The darshan program on the second evening is the chance for local devotees to offer entertainment: dances, plays, and musical presentations. In San Ramon, for example, Amma sat giving darshan, as usual, and the shows were presented on the stage behind Her. Now and then, She would turn to watch, to point and perhaps laugh, or clap. Suddenly there was a most unusual spectacle behind Her: four teenage boys strutted out onto the stage and began what can only be called an Ammatised version of a Hindi film song-and-dance piece.

The words had been changed to “Give me darshan, Amma…” but the music and steps were borrowed from-or at any rate inspired by a scene in a popular film. Cheers and laughter greeted the energetic performance, and Amma found it hard to keep from turning right around for the spectacle!

Amma walking by

On the third day of a retreat, Amma offers darshan for all registrants in the morning-and again, if they wish (and of course most do) that night at Devi Bhava. The morning program needs to move on quickly, but still Amma finds time for last minute encouragements, or jokes, or consolations-whatever it is Her children are seeking when they come to Her. By two in the afternoon, She tries to leave the hall so that it can be set up for the evening puja and all-night Devi Bhava, both of which are public programmes. So, really, the retreat is over-only to be crowned by a final darshan with Amma in the mood of the Divine Mother

And what happens when the retreat and Devi Bhava are truly finished? Amma and Her tour group-ashramites, staff, and volunteers (and in fact many devotees who simply want more!) head for the next city. Some fly; many drive.
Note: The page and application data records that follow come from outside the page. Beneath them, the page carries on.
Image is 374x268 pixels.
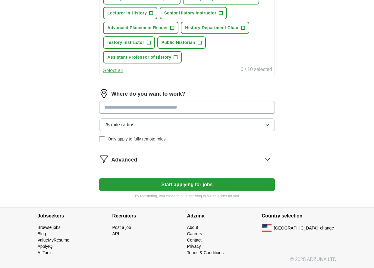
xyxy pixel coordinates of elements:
[157,36,206,49] button: Public Historian
[161,39,195,46] span: Public Historian
[262,225,271,232] img: US flag
[274,225,318,232] span: [GEOGRAPHIC_DATA]
[107,25,168,31] span: Advanced Placement Reader
[320,225,334,232] button: change
[104,121,134,129] span: 25 mile radius
[112,232,119,236] a: API
[38,244,53,249] a: ApplyIQ
[108,136,165,142] span: Only apply to fully remote roles
[38,225,61,230] a: Browse jobs
[38,232,46,236] a: Blog
[103,7,157,19] button: Lecturer in History
[111,90,185,98] label: Where do you want to work?
[99,136,105,142] input: Only apply to fully remote roles
[187,238,201,243] a: Contact
[187,244,201,249] a: Privacy
[103,36,154,49] button: history instructor
[99,194,274,199] p: By registering, you consent to us applying to suitable jobs for you
[185,25,239,31] span: History Department Chair
[38,251,53,255] a: AI Tools
[187,225,198,230] a: About
[107,39,144,46] span: history instructor
[187,251,223,255] a: Terms & Conditions
[112,225,131,230] a: Post a job
[160,7,227,19] button: Senior History Instructor
[99,89,109,99] img: location.png
[99,179,274,191] button: Start applying for jobs
[38,238,70,243] a: ValueMyResume
[103,22,178,34] button: Advanced Placement Reader
[107,54,171,61] span: Assistant Professor of History
[164,10,216,16] span: Senior History Instructor
[241,66,272,74] div: 0 / 10 selected
[33,256,341,268] div: © 2025 ADZUNA LTD
[107,10,147,16] span: Lecturer in History
[103,51,182,64] button: Assistant Professor of History
[111,156,137,164] span: Advanced
[103,67,123,74] button: Select all
[181,22,249,34] button: History Department Chair
[262,208,336,225] h4: Country selection
[99,119,274,131] button: 25 mile radius
[187,232,202,236] a: Careers
[99,154,109,164] img: filter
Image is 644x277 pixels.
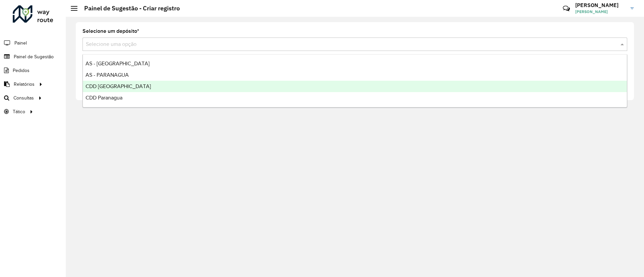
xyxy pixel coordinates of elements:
[13,67,30,74] span: Pedidos
[86,84,151,89] span: CDD [GEOGRAPHIC_DATA]
[82,55,628,108] ng-dropdown-panel: Options list
[86,61,150,67] span: AS - [GEOGRAPHIC_DATA]
[575,2,626,8] h3: [PERSON_NAME]
[559,1,574,16] a: Contato Rápido
[13,108,25,115] span: Tático
[86,72,129,78] span: AS - PARANAGUA
[86,95,122,101] span: CDD Paranagua
[82,27,139,35] label: Selecione um depósito
[14,53,54,60] span: Painel de Sugestão
[575,9,626,15] span: [PERSON_NAME]
[15,39,27,46] span: Painel
[13,94,34,101] span: Consultas
[77,4,180,12] h2: Painel de Sugestão - Criar registro
[14,81,34,88] span: Relatórios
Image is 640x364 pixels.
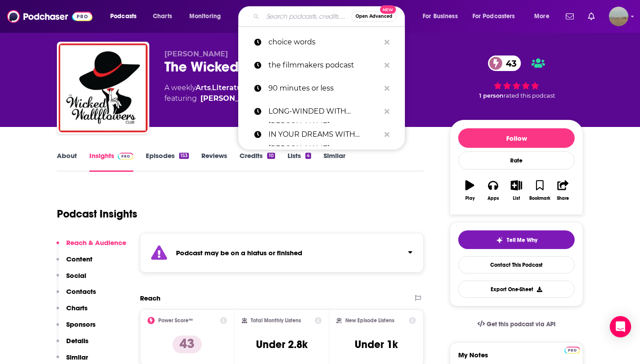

En route from LA to Santa Fe yesterday, there was a sense of the community not entirely breaking up as travellers still in white (perhaps a bit crumpled and flower-stained by now) discovered each other at gas stations and rest stops along Interstate 10 or 40, or ran into each other at baggage claim in the Albuquerque airport, ready for the last short leg of this week’s trip, up into the mountains of New Mexico.